Property, plant and equipment, net of accumulated depreciation, of the Company consists of the following as of the period end dates set forth below (in US$ thousands):

 

  

Estimated

Useful Lives

(in years)

  December 31,
2025
   December 31,
2024
 
Buildings and leasehold improvements  5 to 25  $56,937   $55,283 
Drilling rigs, plant and equipment  1 to 15   818,147    747,905 
Office equipment (furniture and fixtures) and tools  3 to 10   14,785    16,658 
Vehicles and cranes  5 to 10   9,364    9,713 
Less: Accumulated depreciation      (522,072)   (443,367)
Land      11,664    11,664 
Capital work in progress      76,629    40,290 
Total     $465,454   $438,146 

About PP&E Disclosures

The PP&E disclosure details a company's physical asset base — land, buildings, machinery, and equipment — along with the depreciation methods and useful life assumptions that determine how these costs flow through the income statement. Capitalization policy thresholds reveal management's judgment on the boundary between expense and asset, directly affecting both reported earnings and asset values.

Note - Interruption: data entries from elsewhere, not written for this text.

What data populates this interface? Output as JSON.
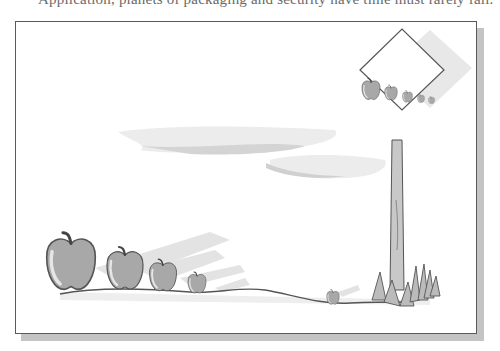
{
  "caption_fragment": {
    "text": "Application, planets of packaging and security have time must rarely fail."
  },
  "figure": {
    "apples_on_ground": 5,
    "apples_on_sign": 5,
    "colors": {
      "apple_fill": "#a8a8a8",
      "apple_highlight": "#e6e6e6",
      "outline": "#555555",
      "shadow": "#d9d9d9",
      "frame_border": "#5a5a5a",
      "frame_shadow": "#c4c4c4"
    }
  }
}
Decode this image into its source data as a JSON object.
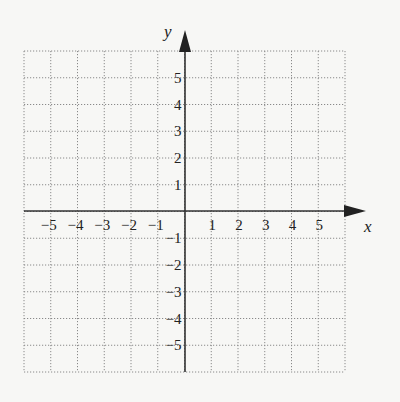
{
  "chart_data": {
    "type": "coordinate-grid",
    "title": "",
    "xlabel": "x",
    "ylabel": "y",
    "xlim": [
      -6,
      6
    ],
    "ylim": [
      -6,
      6
    ],
    "grid": true,
    "grid_style": "dotted",
    "x_ticks": [
      -5,
      -4,
      -3,
      -2,
      -1,
      1,
      2,
      3,
      4,
      5
    ],
    "y_ticks": [
      -5,
      -4,
      -3,
      -2,
      -1,
      1,
      2,
      3,
      4,
      5
    ],
    "x_tick_labels": [
      "−5",
      "−4",
      "−3",
      "−2",
      "−1",
      "1",
      "2",
      "3",
      "4",
      "5"
    ],
    "y_tick_labels": [
      "−5",
      "−4",
      "−3",
      "−2",
      "−1",
      "1",
      "2",
      "3",
      "4",
      "5"
    ],
    "series": []
  },
  "axes": {
    "x_name": "x",
    "y_name": "y",
    "grid_color": "#8a8a8a",
    "axis_color": "#333333"
  }
}
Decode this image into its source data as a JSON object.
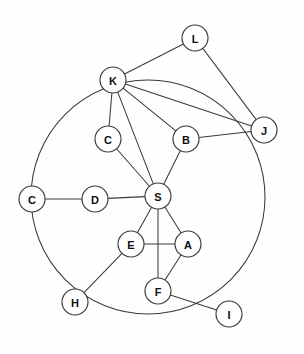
{
  "diagram": {
    "type": "node-link-graph",
    "background_color": "#fefefe",
    "stroke_color": "#3b3b3b",
    "node_fill_color": "#ffffff",
    "label_color": "#111111",
    "node_radius": 13,
    "width": 304,
    "height": 354
  },
  "ring": {
    "name": "outer-circle",
    "cx": 148,
    "cy": 197,
    "r": 117,
    "passes_through": [
      "K",
      "C2",
      "H",
      "I",
      "J"
    ]
  },
  "nodes": [
    {
      "id": "L",
      "label": "L",
      "x": 195,
      "y": 38
    },
    {
      "id": "K",
      "label": "K",
      "x": 113,
      "y": 80
    },
    {
      "id": "J",
      "label": "J",
      "x": 264,
      "y": 130
    },
    {
      "id": "C1",
      "label": "C",
      "x": 108,
      "y": 139
    },
    {
      "id": "B",
      "label": "B",
      "x": 186,
      "y": 139
    },
    {
      "id": "C2",
      "label": "C",
      "x": 32,
      "y": 199
    },
    {
      "id": "D",
      "label": "D",
      "x": 95,
      "y": 199
    },
    {
      "id": "S",
      "label": "S",
      "x": 158,
      "y": 196
    },
    {
      "id": "E",
      "label": "E",
      "x": 131,
      "y": 244
    },
    {
      "id": "A",
      "label": "A",
      "x": 188,
      "y": 244
    },
    {
      "id": "F",
      "label": "F",
      "x": 158,
      "y": 291
    },
    {
      "id": "H",
      "label": "H",
      "x": 75,
      "y": 302
    },
    {
      "id": "I",
      "label": "I",
      "x": 229,
      "y": 314
    }
  ],
  "edges": [
    {
      "from": "L",
      "to": "K"
    },
    {
      "from": "L",
      "to": "J"
    },
    {
      "from": "K",
      "to": "J"
    },
    {
      "from": "K",
      "to": "B"
    },
    {
      "from": "K",
      "to": "C1"
    },
    {
      "from": "K",
      "to": "S"
    },
    {
      "from": "B",
      "to": "J"
    },
    {
      "from": "B",
      "to": "S"
    },
    {
      "from": "C1",
      "to": "S"
    },
    {
      "from": "C2",
      "to": "D"
    },
    {
      "from": "D",
      "to": "S"
    },
    {
      "from": "S",
      "to": "E"
    },
    {
      "from": "S",
      "to": "F"
    },
    {
      "from": "S",
      "to": "A"
    },
    {
      "from": "E",
      "to": "A"
    },
    {
      "from": "E",
      "to": "H"
    },
    {
      "from": "A",
      "to": "F"
    },
    {
      "from": "F",
      "to": "I"
    }
  ]
}
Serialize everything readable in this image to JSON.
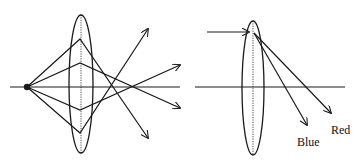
{
  "diagrams": [
    {
      "id": "left",
      "description": "Point source on the optical axis; rays pass through a converging lens and cross after the lens",
      "axis": {
        "x1": 10,
        "x2": 180,
        "y": 87
      },
      "source_point": {
        "x": 27,
        "y": 87
      },
      "lens": {
        "cx": 81,
        "cy": 84,
        "rx": 12,
        "ry": 69
      },
      "rays": [
        {
          "points": [
            [
              27,
              87
            ],
            [
              80,
              39
            ],
            [
              148,
              138
            ]
          ],
          "arrow": true
        },
        {
          "points": [
            [
              27,
              87
            ],
            [
              80,
              63
            ],
            [
              180,
              108
            ]
          ],
          "arrow": true
        },
        {
          "points": [
            [
              27,
              87
            ],
            [
              80,
              110
            ],
            [
              180,
              65
            ]
          ],
          "arrow": true
        },
        {
          "points": [
            [
              27,
              87
            ],
            [
              80,
              133
            ],
            [
              148,
              29
            ]
          ],
          "arrow": true
        }
      ]
    },
    {
      "id": "right",
      "description": "Parallel incoming ray hits lens; dispersion splits it into blue and red rays",
      "axis": {
        "x1": 195,
        "x2": 345,
        "y": 87
      },
      "lens": {
        "cx": 253,
        "cy": 88,
        "rx": 11,
        "ry": 67
      },
      "incoming_ray": {
        "x1": 207,
        "y1": 32,
        "x2": 249,
        "y2": 32
      },
      "rays": [
        {
          "name": "Blue",
          "points": [
            [
              254,
              33
            ],
            [
              307,
              125
            ]
          ],
          "arrow": true
        },
        {
          "name": "Red",
          "points": [
            [
              254,
              33
            ],
            [
              331,
              113
            ]
          ],
          "arrow": true
        }
      ],
      "labels": [
        {
          "text": "Blue",
          "x": 297,
          "y": 136
        },
        {
          "text": "Red",
          "x": 331,
          "y": 124
        }
      ]
    }
  ],
  "colors": {
    "stroke": "#1a1a1a",
    "background": "#ffffff"
  }
}
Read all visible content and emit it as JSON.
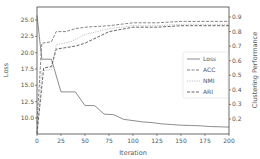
{
  "chart_data": {
    "type": "line",
    "title": "",
    "xlabel": "Iteration",
    "ylabel": "Loss",
    "ylabel_right": "Clustering Performance",
    "xlim": [
      0,
      200
    ],
    "ylim": [
      7.8,
      26.0
    ],
    "ylim_right": [
      0.1,
      0.97
    ],
    "x_ticks": [
      "0",
      "25",
      "50",
      "75",
      "100",
      "125",
      "150",
      "175",
      "200"
    ],
    "y_ticks": [
      "10.0",
      "12.5",
      "15.0",
      "17.5",
      "20.0",
      "22.5",
      "25.0"
    ],
    "y_ticks_right": [
      "0.2",
      "0.3",
      "0.4",
      "0.5",
      "0.6",
      "0.7",
      "0.8",
      "0.9"
    ],
    "grid": false,
    "legend_position": "center right",
    "series": [
      {
        "name": "Loss",
        "axis": "left",
        "style": "solid",
        "color": "#808080",
        "x": [
          0,
          5,
          15,
          25,
          40,
          50,
          60,
          70,
          80,
          90,
          100,
          110,
          120,
          130,
          140,
          150,
          160,
          170,
          180,
          190,
          200
        ],
        "values": [
          25.7,
          19.0,
          19.0,
          14.0,
          14.0,
          11.9,
          11.9,
          10.6,
          10.5,
          9.8,
          9.6,
          9.4,
          9.3,
          9.1,
          9.0,
          8.9,
          8.85,
          8.8,
          8.7,
          8.65,
          8.6
        ]
      },
      {
        "name": "ACC",
        "axis": "right",
        "style": "dashed",
        "color": "#777777",
        "x": [
          0,
          5,
          15,
          20,
          30,
          40,
          50,
          75,
          100,
          125,
          150,
          175,
          200
        ],
        "values": [
          0.17,
          0.72,
          0.73,
          0.8,
          0.8,
          0.82,
          0.83,
          0.84,
          0.86,
          0.86,
          0.87,
          0.87,
          0.87
        ]
      },
      {
        "name": "NMI",
        "axis": "right",
        "style": "dotted",
        "color": "#bbbbbb",
        "x": [
          0,
          5,
          15,
          20,
          35,
          50,
          75,
          100,
          125,
          150,
          175,
          200
        ],
        "values": [
          0.1,
          0.53,
          0.54,
          0.71,
          0.73,
          0.78,
          0.82,
          0.84,
          0.84,
          0.85,
          0.85,
          0.85
        ]
      },
      {
        "name": "ARI",
        "axis": "right",
        "style": "dashed",
        "color": "#555555",
        "x": [
          0,
          7,
          15,
          20,
          30,
          40,
          50,
          75,
          100,
          125,
          150,
          175,
          200
        ],
        "values": [
          0.1,
          0.55,
          0.56,
          0.68,
          0.69,
          0.7,
          0.72,
          0.8,
          0.83,
          0.83,
          0.84,
          0.84,
          0.84
        ]
      }
    ]
  }
}
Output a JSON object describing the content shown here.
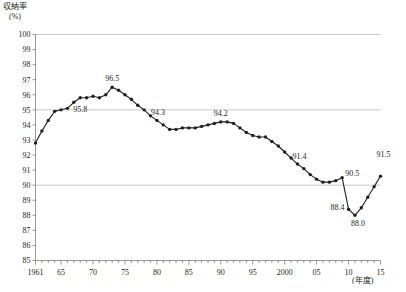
{
  "chart_data": {
    "type": "line",
    "title": "",
    "ylabel": "収納率",
    "yunit": "(%)",
    "xlabel": "",
    "xunit": "(年度)",
    "ylim": [
      85,
      100
    ],
    "ytick_step": 1,
    "ytick_labels": [
      "100",
      "99",
      "98",
      "97",
      "96",
      "95",
      "94",
      "93",
      "92",
      "91",
      "90",
      "89",
      "88",
      "87",
      "86",
      "85"
    ],
    "xtick_labels": [
      "1961",
      "65",
      "70",
      "75",
      "80",
      "85",
      "90",
      "95",
      "2000",
      "05",
      "10",
      "15"
    ],
    "xtick_years": [
      1961,
      1965,
      1970,
      1975,
      1980,
      1985,
      1990,
      1995,
      2000,
      2005,
      2010,
      2015
    ],
    "xlim": [
      1961,
      2015
    ],
    "grid": "horizontal gridlines at 95 and 90",
    "gridline_values": [
      95,
      90
    ],
    "marker": "filled-circle",
    "line_color": "#231f20",
    "grid_color": "#b3b3b3",
    "axis_color": "#808080",
    "x": [
      1961,
      1962,
      1963,
      1964,
      1965,
      1966,
      1967,
      1968,
      1969,
      1970,
      1971,
      1972,
      1973,
      1974,
      1975,
      1976,
      1977,
      1978,
      1979,
      1980,
      1981,
      1982,
      1983,
      1984,
      1985,
      1986,
      1987,
      1988,
      1989,
      1990,
      1991,
      1992,
      1993,
      1994,
      1995,
      1996,
      1997,
      1998,
      1999,
      2000,
      2001,
      2002,
      2003,
      2004,
      2005,
      2006,
      2007,
      2008,
      2009,
      2010,
      2011,
      2012,
      2013,
      2014,
      2015
    ],
    "values": [
      92.8,
      93.6,
      94.3,
      94.9,
      95.0,
      95.1,
      95.5,
      95.8,
      95.8,
      95.9,
      95.8,
      96.0,
      96.5,
      96.3,
      96.0,
      95.7,
      95.3,
      95.0,
      94.6,
      94.3,
      94.0,
      93.7,
      93.7,
      93.8,
      93.8,
      93.8,
      93.9,
      94.0,
      94.1,
      94.2,
      94.2,
      94.1,
      93.8,
      93.5,
      93.3,
      93.2,
      93.2,
      92.9,
      92.6,
      92.2,
      91.8,
      91.4,
      91.1,
      90.7,
      90.4,
      90.2,
      90.2,
      90.3,
      90.5,
      88.4,
      88.0,
      88.5,
      89.2,
      89.9,
      90.6
    ],
    "labeled_points": [
      {
        "year": 1968,
        "value": 95.8,
        "label": "95.8"
      },
      {
        "year": 1973,
        "value": 96.5,
        "label": "96.5"
      },
      {
        "year": 1980,
        "value": 94.3,
        "label": "94.3"
      },
      {
        "year": 1990,
        "value": 94.2,
        "label": "94.2"
      },
      {
        "year": 2002,
        "value": 91.4,
        "label": "91.4"
      },
      {
        "year": 2009,
        "value": 90.5,
        "label": "90.5"
      },
      {
        "year": 2010,
        "value": 88.4,
        "label": "88.4"
      },
      {
        "year": 2011,
        "value": 88.0,
        "label": "88.0"
      },
      {
        "year": 2015,
        "value": 91.5,
        "label": "91.5"
      }
    ]
  }
}
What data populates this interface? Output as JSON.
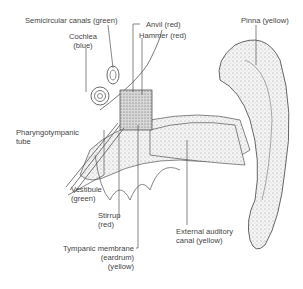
{
  "diagram": {
    "labels": [
      {
        "id": "semicircular",
        "lines": [
          "Semicircular canals (green)"
        ]
      },
      {
        "id": "cochlea",
        "lines": [
          "Cochlea",
          "(blue)"
        ]
      },
      {
        "id": "anvil",
        "lines": [
          "Anvil (red)"
        ]
      },
      {
        "id": "hammer",
        "lines": [
          "Hammer (red)"
        ]
      },
      {
        "id": "pinna",
        "lines": [
          "Pinna (yellow)"
        ]
      },
      {
        "id": "pharyngo",
        "lines": [
          "Pharyngotympanic",
          "tube"
        ]
      },
      {
        "id": "vestibule",
        "lines": [
          "Vestibule",
          "(green)"
        ]
      },
      {
        "id": "stirrup",
        "lines": [
          "Stirrup",
          "(red)"
        ]
      },
      {
        "id": "tympanic",
        "lines": [
          "Tympanic membrane",
          "(eardrum)",
          "(yellow)"
        ]
      },
      {
        "id": "external",
        "lines": [
          "External auditory",
          "canal (yellow)"
        ]
      }
    ]
  }
}
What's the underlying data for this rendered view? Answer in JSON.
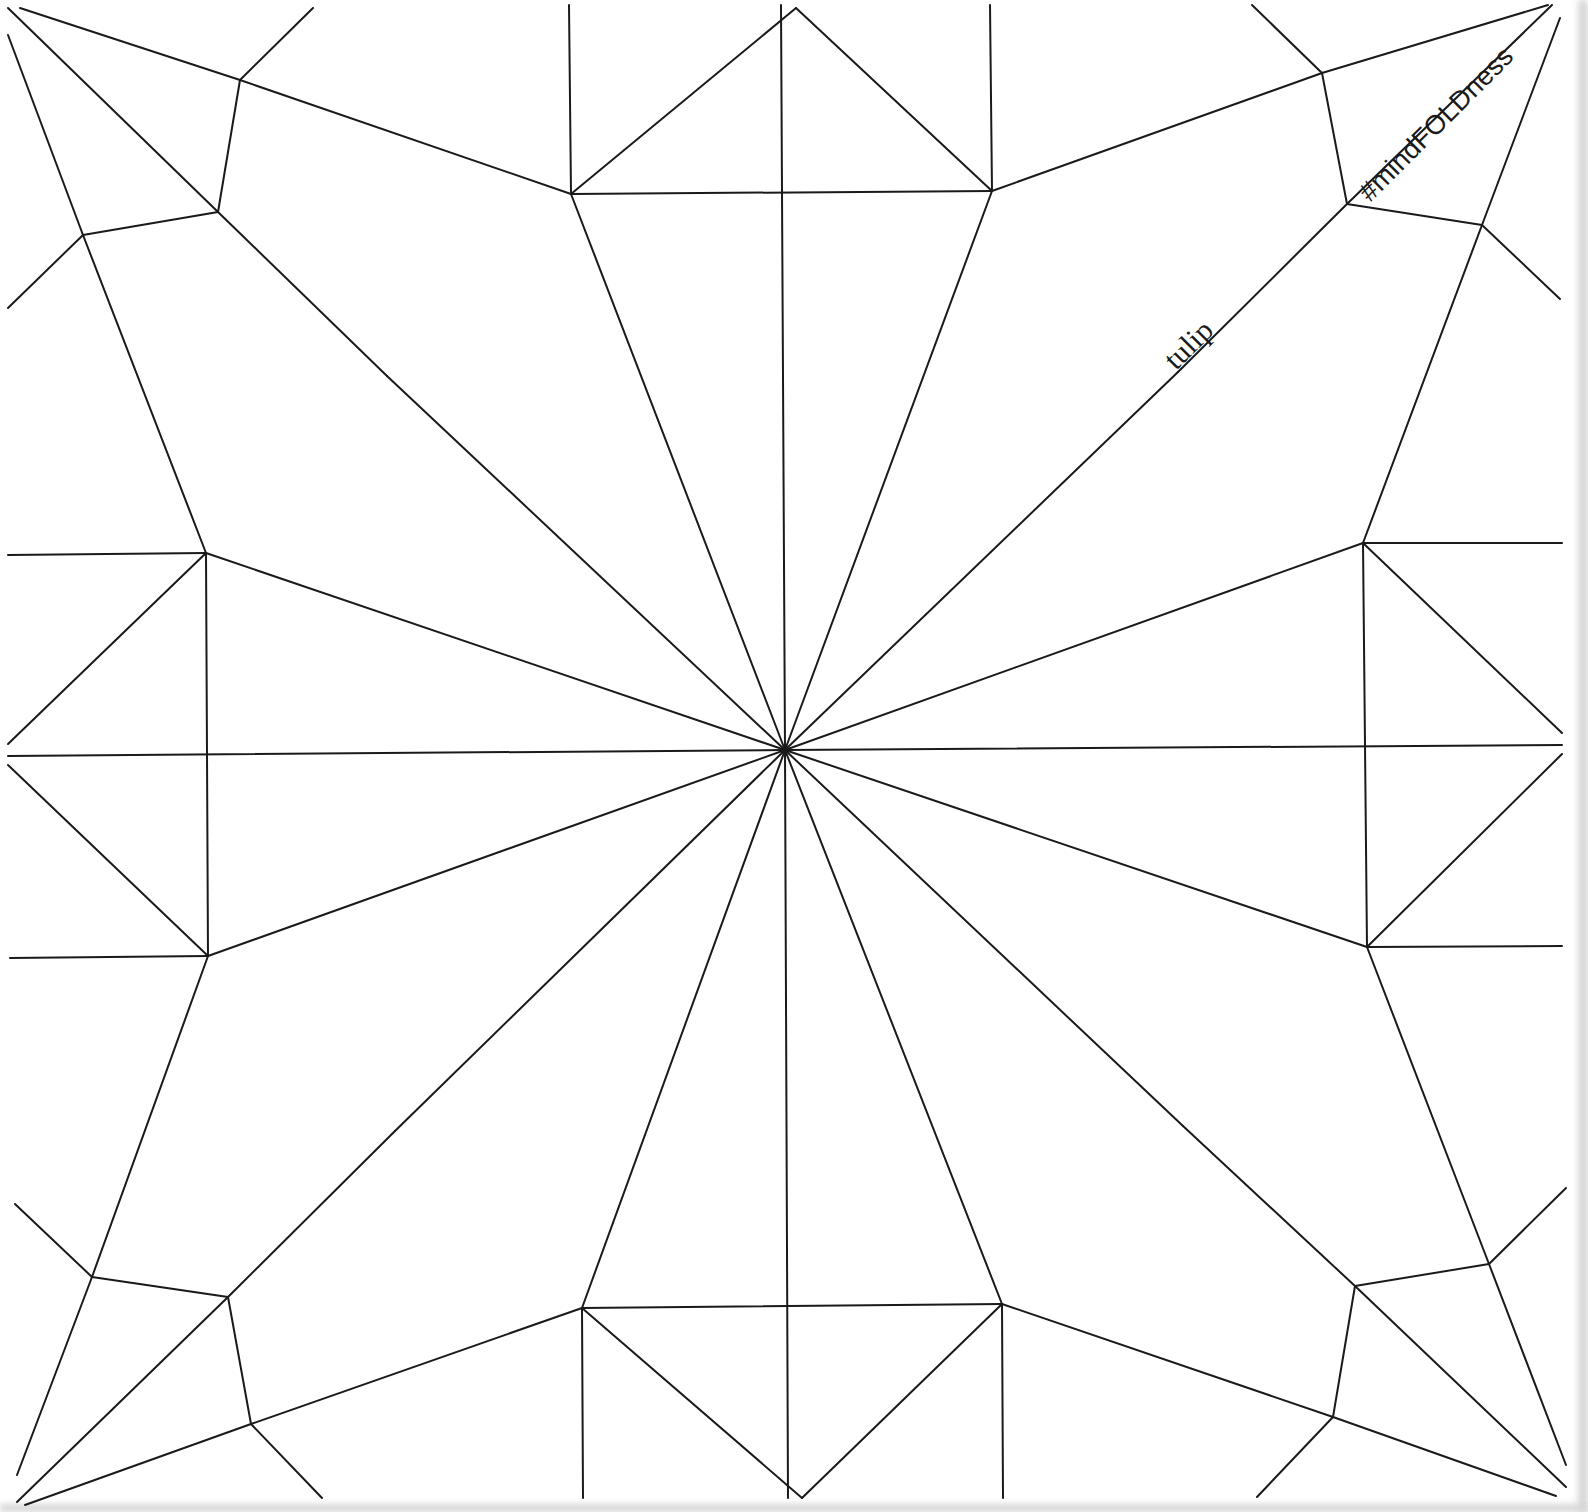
{
  "diagram": {
    "type": "origami-crease-pattern",
    "title": "tulip",
    "brand_tag": "#mindFOLDness",
    "line_color": "#1a1a1a",
    "background": "#ffffff",
    "center": [
      785,
      750
    ],
    "segments": [
      [
        785,
        750,
        781,
        5
      ],
      [
        785,
        750,
        788,
        1498
      ],
      [
        785,
        750,
        8,
        756
      ],
      [
        785,
        750,
        1562,
        745
      ],
      [
        785,
        750,
        571,
        194
      ],
      [
        785,
        750,
        992,
        191
      ],
      [
        785,
        750,
        206,
        553
      ],
      [
        785,
        750,
        1363,
        543
      ],
      [
        785,
        750,
        208,
        956
      ],
      [
        785,
        750,
        1367,
        947
      ],
      [
        785,
        750,
        582,
        1308
      ],
      [
        785,
        750,
        1002,
        1304
      ],
      [
        785,
        750,
        387,
        376
      ],
      [
        785,
        750,
        1178,
        372
      ],
      [
        785,
        750,
        395,
        1131
      ],
      [
        785,
        750,
        1183,
        1126
      ],
      [
        571,
        194,
        992,
        191
      ],
      [
        582,
        1308,
        1002,
        1304
      ],
      [
        206,
        553,
        208,
        956
      ],
      [
        1363,
        543,
        1367,
        947
      ],
      [
        571,
        194,
        569,
        5
      ],
      [
        992,
        191,
        990,
        5
      ],
      [
        582,
        1308,
        583,
        1498
      ],
      [
        1002,
        1304,
        1003,
        1498
      ],
      [
        206,
        553,
        8,
        555
      ],
      [
        208,
        956,
        10,
        958
      ],
      [
        1363,
        543,
        1562,
        543
      ],
      [
        1367,
        947,
        1562,
        946
      ],
      [
        571,
        194,
        796,
        8
      ],
      [
        992,
        191,
        796,
        8
      ],
      [
        582,
        1308,
        802,
        1498
      ],
      [
        1002,
        1304,
        802,
        1498
      ],
      [
        206,
        553,
        8,
        744
      ],
      [
        208,
        956,
        8,
        765
      ],
      [
        1363,
        543,
        1562,
        733
      ],
      [
        1367,
        947,
        1562,
        754
      ],
      [
        571,
        194,
        240,
        80
      ],
      [
        240,
        80,
        20,
        8
      ],
      [
        992,
        191,
        1322,
        73
      ],
      [
        1322,
        73,
        1548,
        5
      ],
      [
        582,
        1308,
        251,
        1424
      ],
      [
        251,
        1424,
        25,
        1505
      ],
      [
        1002,
        1304,
        1333,
        1417
      ],
      [
        1333,
        1417,
        1556,
        1496
      ],
      [
        206,
        553,
        83,
        235
      ],
      [
        83,
        235,
        8,
        35
      ],
      [
        1363,
        543,
        1482,
        225
      ],
      [
        1482,
        225,
        1560,
        18
      ],
      [
        208,
        956,
        92,
        1277
      ],
      [
        92,
        1277,
        17,
        1475
      ],
      [
        1367,
        947,
        1489,
        1264
      ],
      [
        1489,
        1264,
        1566,
        1465
      ],
      [
        387,
        376,
        218,
        212
      ],
      [
        218,
        212,
        8,
        8
      ],
      [
        1178,
        372,
        1347,
        204
      ],
      [
        1347,
        204,
        1552,
        5
      ],
      [
        395,
        1131,
        228,
        1297
      ],
      [
        228,
        1297,
        17,
        1502
      ],
      [
        1183,
        1126,
        1355,
        1286
      ],
      [
        1355,
        1286,
        1566,
        1487
      ],
      [
        218,
        212,
        240,
        80
      ],
      [
        218,
        212,
        83,
        235
      ],
      [
        1347,
        204,
        1322,
        73
      ],
      [
        1347,
        204,
        1482,
        225
      ],
      [
        228,
        1297,
        92,
        1277
      ],
      [
        228,
        1297,
        251,
        1424
      ],
      [
        1355,
        1286,
        1489,
        1264
      ],
      [
        1355,
        1286,
        1333,
        1417
      ],
      [
        240,
        80,
        313,
        8
      ],
      [
        83,
        235,
        8,
        308
      ],
      [
        1322,
        73,
        1252,
        5
      ],
      [
        1482,
        225,
        1560,
        299
      ],
      [
        92,
        1277,
        15,
        1204
      ],
      [
        251,
        1424,
        322,
        1498
      ],
      [
        1489,
        1264,
        1566,
        1188
      ],
      [
        1333,
        1417,
        1257,
        1497
      ]
    ]
  }
}
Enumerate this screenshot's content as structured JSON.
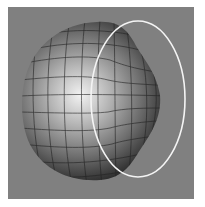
{
  "figure": {
    "colors": {
      "background": "#808080",
      "border": "#ffffff",
      "ellipse_stroke": "#f4f4f4",
      "highlight": "#f2f2f2",
      "shadow": "#1a1a1a",
      "grid_lines": "#222222"
    },
    "ellipse": {
      "cx": 138,
      "cy": 99,
      "rx": 47,
      "ry": 78
    }
  }
}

Key signals: changes in estimated useful lives or depreciation methods can materially shift reported earnings without any operational change. Compare capital expenditures against depreciation expense — when capex consistently trails depreciation, the asset base may be aging and underinvested. Watch for large asset impairments or write-downs that signal overvalued carrying amounts. Asset retirement obligations reveal future environmental or decommissioning costs that are often underappreciated. Compare PP&E intensity (PP&E-to-revenue) against industry peers to assess capital efficiency and competitive positioning.